Health
Final consignment of 1.6 million AstraZeneca doses arrives from Japan
A total of 559,360 shots were delivered on Monday. On August 7, 8 and 21, Nepal had received 513,420,333,900 and 208,060 doses.Arjun Poudel
Nepal on Monday received 559, 360 doses of AstraZeneca vaccine from Japan.
This is the last batch of the total 1.6 million doses the government of Japan had pledged to Nepal through COVAX, a United Nations-backed international vaccine-sharing scheme.
“We have received the final consignment of vaccines from Japan today,” Upendra Dhungana, chief of the Logistic Management Division under the Department of Health Services, told the Post.
Earlier this month, a total of 1,055,380 doses of AstraZeneca vaccine manufactured in Japan were provided. On August 7 and 8, Nepal received 513,420 doses and 333,900 doses. Then on August 21, as many as 208,060 doses were supplied to Nepal.
The government of Japan in July had announced that it would provide 1,614,740 doses of AstraZeneca vaccine through COVAX.
Officials at the Health Ministry said that these doses will be used to give second doses to those who had taken their first doses of Covishield, the AstraZeneca type of vaccine manufactured by the Serum Institute of India, in the second week of March.
Around 1.4 million people aged 65 and above, who had taken first doses of Covishield between March 7 and 15, were deprived of their second doses as Nepal had failed to secure additional doses of AstraZeneca vaccine.
After Bhutan supplied 230,000 doses and Japan supplied the first consignment of AstraZeneca vaccine, the government started giving second doses to those who took their first doses in March from August 9.
The Health Ministry had started inoculating people from other groups in Kathmandu after all those who had received first doses of AstraZeneca did not seek second doses.
College students, who have taken exam admit cards, employees and labourers working in the construction of the new parliament building, migrant workers and students and others who are going abroad, patients with renal conditions who have to undergo dialysis, those having organ transplantation and cancer patients are on the priority list for the first dose of AstraZeneca vaccine.
Those residing in rehabs and the staff serving there, workers serving in industrial areas, women and girls sheltering at Maiti Nepal, family members of security personnel and those above 30 are also on the priority list for AstraZeneca vaccine.
Nepal so far has used AstraZeneca vaccine (manufactured in India, Japan, and Europe), Vero Cell, developed by China’s Sinopharm, and Janssen by Johnson and Johnson of the United States of America to inoculate its population against the coronavirus.
So far, the country has received 13,227,590 doses of vaccine.
Of them, 7.4 million doses of Vero Cell (5.6 million doses bought and 1.8 million doses provided under grants) have arrived in Nepal.
The United States of America in July provided 1,534,850 doses of single-shot Johnson and Johnson vaccin through the COVAX facility
Apart from this, COVAX itself had supplied 348,000 doses of Covishield in the first week of March.
India has provided 1.1 million Covishield vaccine under grant assistance and Nepal had purchased 1 million doses from the Serum Institute of India.
Bhutan provided 230,000 doses of AstraZeneca vaccine.
Meanwhile, the Health Ministry said that additional doses of Vero Cell vaccine will be delivered in coming days from China. Of the 6 million doses of Vero Cell purchases by the government, only 1.6 million doses have been delivered. China has also pledged to provide an additional 1.6 million doses of Vero Cell under grant assistance.
The Health Ministry has said that it is working to manage funds to purchase an additional 6 million doses of Vero Cell from China.
The government has already paid for four million doses of the Moderna vaccine through the World Bank to the US manufacturer of the vaccine, and delivery is expected by mid-February.
Also expected by mid-February is the delivery of 11 million doses from COVAX under a cost-sharing mechanism, which means the government will pay the vaccine-sharing scheme the amount equivalent to what the facility paid to the manufacturing company.
As of Sunday, 4,942,250 people (16.47 percent) have taken their first dose of vaccine and 3,846,736 people( 12.82 percent) have been fully immunised.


Activity
Drop the pictures and restate the rest of the listing word for word.

Records
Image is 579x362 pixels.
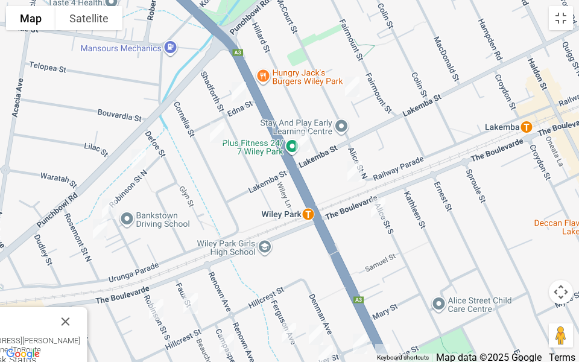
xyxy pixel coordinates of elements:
[127,144,151,174] div: 21 Robinson Street North, WILEY PARK NSW 2195<br>Status : AssignedToRoute<br><a href="/driver/boo...
[549,280,573,304] button: Map camera controls
[215,329,239,359] div: 18 Beauchamp Street, WILEY PARK NSW 2195<br>Status : AssignedToRoute<br><a href="/driver/booking/...
[549,323,573,347] button: Drag Pegman onto the map to open Street View
[348,329,372,359] div: 28 Denman Avenue, WILEY PARK NSW 2195<br>Status : AssignedToRoute<br><a href="/driver/booking/482...
[343,156,367,186] div: 15 Alice Street North, WILEY PARK NSW 2195<br>Status : AssignedToRoute<br><a href="/driver/bookin...
[227,77,251,107] div: 1/51 Shadforth Street, WILEY PARK NSW 2195<br>Status : AssignedToRoute<br><a href="/driver/bookin...
[51,307,80,336] button: Close
[277,318,301,348] div: 17 Ferguson Avenue, WILEY PARK NSW 2195<br>Status : AssignedToRoute<br><a href="/driver/booking/4...
[340,72,364,102] div: 9 McCourt Street, WILEY PARK NSW 2195<br>Status : AssignedToRoute<br><a href="/driver/booking/482...
[366,193,390,223] div: 23 Alice Street South, WILEY PARK NSW 2195<br>Status : AssignedToRoute<br><a href="/driver/bookin...
[97,194,121,224] div: 53-55 Robinson Street North, WILEY PARK NSW 2195<br>Status : AssignedToRoute<br><a href="/driver/...
[205,118,229,148] div: 41 Cornelia Street, WILEY PARK NSW 2195<br>Status : AssignedToRoute<br><a href="/driver/booking/4...
[304,320,328,350] div: 28 Ferguson Avenue, WILEY PARK NSW 2195<br>Status : AssignedToRoute<br><a href="/driver/booking/4...
[179,288,203,318] div: 13 Faux Street, WILEY PARK NSW 2195<br>Status : AssignedToRoute<br><a href="/driver/booking/48220...
[291,127,315,157] div: 299 Lakemba Street, WILEY PARK NSW 2195<br>Status : Collected<br><a href="/driver/booking/446071/...
[144,294,168,324] div: 81 Robinson Street South, WILEY PARK NSW 2195<br>Status : AssignedToRoute<br><a href="/driver/boo...
[88,214,112,244] div: 18 Rosemont Street North, PUNCHBOWL NSW 2196<br>Status : AssignedToRoute<br><a href="/driver/book...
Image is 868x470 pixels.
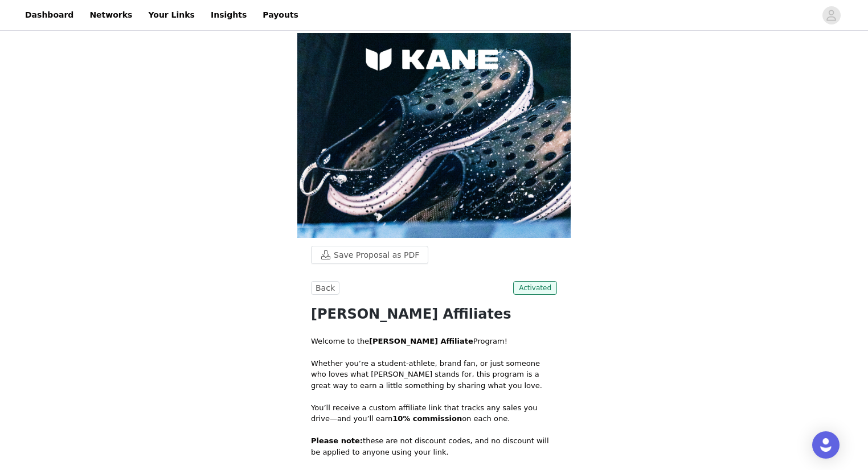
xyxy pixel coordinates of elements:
[311,281,340,295] button: Back
[83,2,139,28] a: Networks
[141,2,202,28] a: Your Links
[204,2,253,28] a: Insights
[826,6,837,24] div: avatar
[311,246,428,264] button: Save Proposal as PDF
[392,415,462,423] strong: 10% commission
[311,402,557,425] p: You’ll receive a custom affiliate link that tracks any sales you drive—and you’ll earn on each one.
[311,358,557,402] p: Whether you’re a student-athlete, brand fan, or just someone who loves what [PERSON_NAME] stands ...
[255,2,305,28] a: Payouts
[311,436,363,445] strong: Please note:
[311,304,557,325] h1: [PERSON_NAME] Affiliates
[311,336,557,347] p: Welcome to the Program!
[298,33,571,238] img: campaign image
[311,436,557,458] p: these are not discount codes, and no discount will be applied to anyone using your link.
[369,337,473,346] strong: [PERSON_NAME] Affiliate
[513,281,557,295] span: Activated
[813,432,840,459] div: Open Intercom Messenger
[18,2,80,28] a: Dashboard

Result of the task
Image is 579x362 pixels.
xyxy pixel coordinates of elements:
[127,144,151,174] div: 21 Robinson Street North, WILEY PARK NSW 2195<br>Status : AssignedToRoute<br><a href="/driver/boo...
[549,280,573,304] button: Map camera controls
[215,329,239,359] div: 18 Beauchamp Street, WILEY PARK NSW 2195<br>Status : AssignedToRoute<br><a href="/driver/booking/...
[549,323,573,347] button: Drag Pegman onto the map to open Street View
[348,329,372,359] div: 28 Denman Avenue, WILEY PARK NSW 2195<br>Status : AssignedToRoute<br><a href="/driver/booking/482...
[343,156,367,186] div: 15 Alice Street North, WILEY PARK NSW 2195<br>Status : AssignedToRoute<br><a href="/driver/bookin...
[227,77,251,107] div: 1/51 Shadforth Street, WILEY PARK NSW 2195<br>Status : AssignedToRoute<br><a href="/driver/bookin...
[51,307,80,336] button: Close
[277,318,301,348] div: 17 Ferguson Avenue, WILEY PARK NSW 2195<br>Status : AssignedToRoute<br><a href="/driver/booking/4...
[340,72,364,102] div: 9 McCourt Street, WILEY PARK NSW 2195<br>Status : AssignedToRoute<br><a href="/driver/booking/482...
[366,193,390,223] div: 23 Alice Street South, WILEY PARK NSW 2195<br>Status : AssignedToRoute<br><a href="/driver/bookin...
[97,194,121,224] div: 53-55 Robinson Street North, WILEY PARK NSW 2195<br>Status : AssignedToRoute<br><a href="/driver/...
[205,118,229,148] div: 41 Cornelia Street, WILEY PARK NSW 2195<br>Status : AssignedToRoute<br><a href="/driver/booking/4...
[304,320,328,350] div: 28 Ferguson Avenue, WILEY PARK NSW 2195<br>Status : AssignedToRoute<br><a href="/driver/booking/4...
[179,288,203,318] div: 13 Faux Street, WILEY PARK NSW 2195<br>Status : AssignedToRoute<br><a href="/driver/booking/48220...
[291,127,315,157] div: 299 Lakemba Street, WILEY PARK NSW 2195<br>Status : Collected<br><a href="/driver/booking/446071/...
[144,294,168,324] div: 81 Robinson Street South, WILEY PARK NSW 2195<br>Status : AssignedToRoute<br><a href="/driver/boo...
[88,214,112,244] div: 18 Rosemont Street North, PUNCHBOWL NSW 2196<br>Status : AssignedToRoute<br><a href="/driver/book...
Image is 868x470 pixels.
xyxy pixel coordinates of elements:
[311,281,340,295] button: Back
[83,2,139,28] a: Networks
[141,2,202,28] a: Your Links
[204,2,253,28] a: Insights
[826,6,837,24] div: avatar
[311,246,428,264] button: Save Proposal as PDF
[392,415,462,423] strong: 10% commission
[311,402,557,425] p: You’ll receive a custom affiliate link that tracks any sales you drive—and you’ll earn on each one.
[311,358,557,402] p: Whether you’re a student-athlete, brand fan, or just someone who loves what [PERSON_NAME] stands ...
[255,2,305,28] a: Payouts
[311,436,363,445] strong: Please note:
[311,304,557,325] h1: [PERSON_NAME] Affiliates
[311,336,557,347] p: Welcome to the Program!
[298,33,571,238] img: campaign image
[311,436,557,458] p: these are not discount codes, and no discount will be applied to anyone using your link.
[369,337,473,346] strong: [PERSON_NAME] Affiliate
[513,281,557,295] span: Activated
[813,432,840,459] div: Open Intercom Messenger
[18,2,80,28] a: Dashboard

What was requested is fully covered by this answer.